Help! I'm making a checkerboard cake for my daughter's classroom, since they have been studying quilting. The teacher gave me the pan, two cake mixes and one can of frosting. She sent a note saying she wanted me to put frosting between the two round layers, but for the rest of the cake, I need to add cool whip to the frosting, then store it in the freezer.
Problem # 1--my freezer isn't very big. How do I store a frosted 2 layer round cake?
Problem #2--will this type of frosting work? I can't even picture mixing canned frosting with cool whip?
Thanks![/code]


Instead of Cool-Whip you may want to consider Dream Whip. It's a powdered cool-whip like supstitute.
Depending on how much icing you make, you mix 1/2 to 1 envelope with 1/4 to 1/2 cup warm water, add this mixture to your BC icing and add powdered sugar as needed to make a stuff icing.
This gives you a fluffy BC icing.


The DreamWhip icing, which I call BBC or BetterButterCream is a version I concocted from several different recipes.
I've just about gotten it to be like the BetterCream icing you can get on store bought cakes now.
Light, fluffy, stable, able to be used for decorations and not as sweet as regular BC icing.

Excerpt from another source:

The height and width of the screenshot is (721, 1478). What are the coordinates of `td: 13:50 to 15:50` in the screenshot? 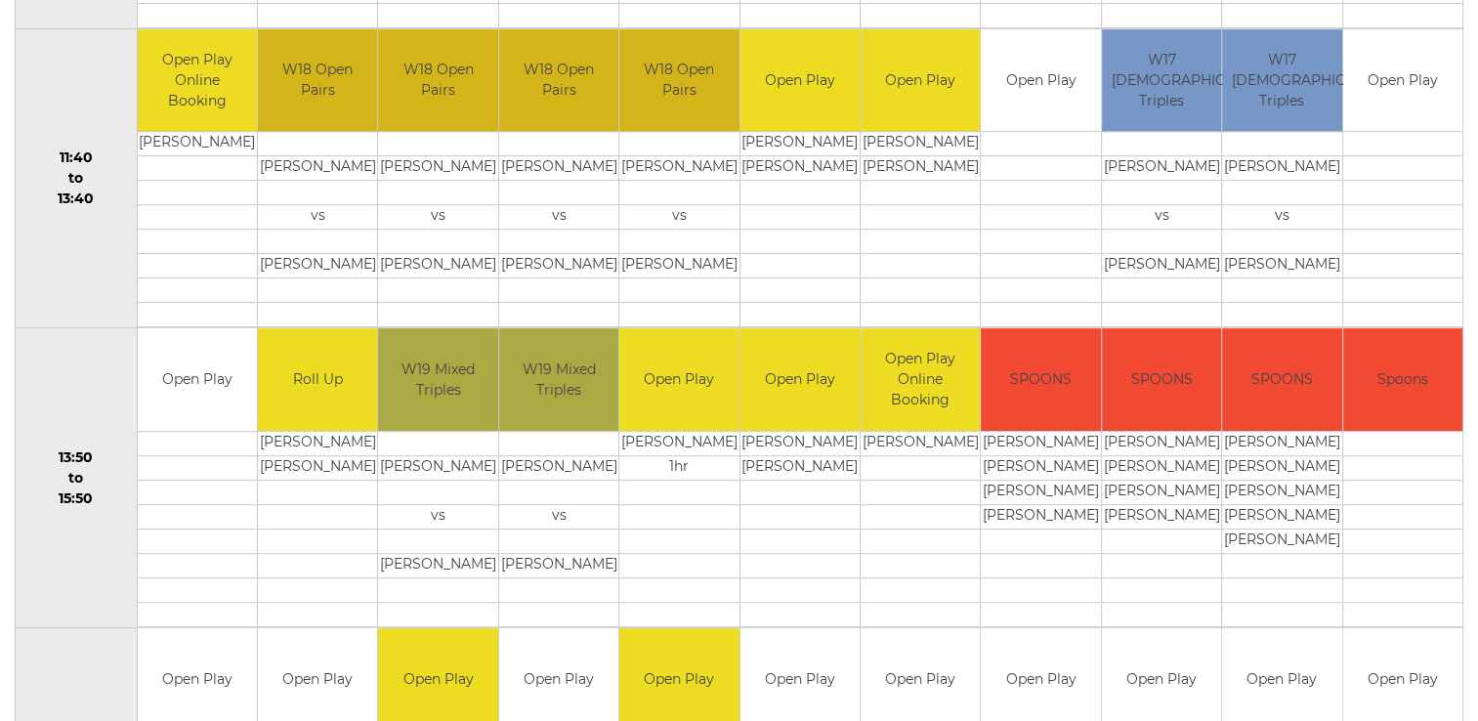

Yep, they're studying quilting, but they are doing their end-of-the-year performance about the history and meaning of different quilts, then a party. That's what the cake is for! Actually there will be 4 of them, but I'm only doing one cake. The kids are singing "Coat of Many Colors" by Dolly Parton, and each kid (2nd graders) has made a little quilt of some sort. It's supposed to be a surprise.
I made a practice cake today and it was fun. The checkerboard insert is a little hard to use because you have to be careful to get the right color into the right little ring. I will try piping it into the insert next time. I never knew that the checkerboard cake was just 3 "bullseyes".
The cool whip + frosting didn't turn out bad. She gave me chocolate frosting to add to the cool whip, and she wants the cakes to be frozen so they will cut easier. This teacher is sooooooo picky!
The dream whip version sounds good too, so I might try that in the future, but I'm not really a fan of whipped cream icing. My kiddos love it though.
Thanks for the tips!
Kelly

This is a little late, but there is a recipe either in the Kraft magazine or on their website. I just saw it about a month ago and it said to mix canned frosting and cool whip in the microwave and pour it over the cake. I will see if I can find it a little later and post the exact recipe.

Just mixing the frosting into the cool whip a little at a time worked well. It tasted really good, especially frozen.
Unfortunately, I didn't get a picture of my cake.
For anyone attempting to use the checkerboard cake pans with the plastic inserts, I would recommend piping the batter into the rings. It's much easier than trying to pour the thick batter into the narrow channel.

I did a dessert cake for Memorial Day. For the cake, I took a cake mix and poured it into the pan, then dollopped pie filling on top of the batter. After baking and cooling the cake, I mixed together one can of frosting and an 8oz tub of Cool Whip. The cake turned out very moist and the pudding ended up at the bottom of the pan for a little pocket of surprise. The frosting was very good Another frosting idea is to mix together Cool Whip and prepared pudding. I didn't freeze the cake but I refrigerated it. Hope this helps.

Hi i have used the checkerboard cake and cupcake inserts. i just used a serving spoon (one for each color/flavor of batter) the cupcake insert is hard cuz they are smaller then the cake version. but it wasnt as big a mess as using a spatula like it was my first try.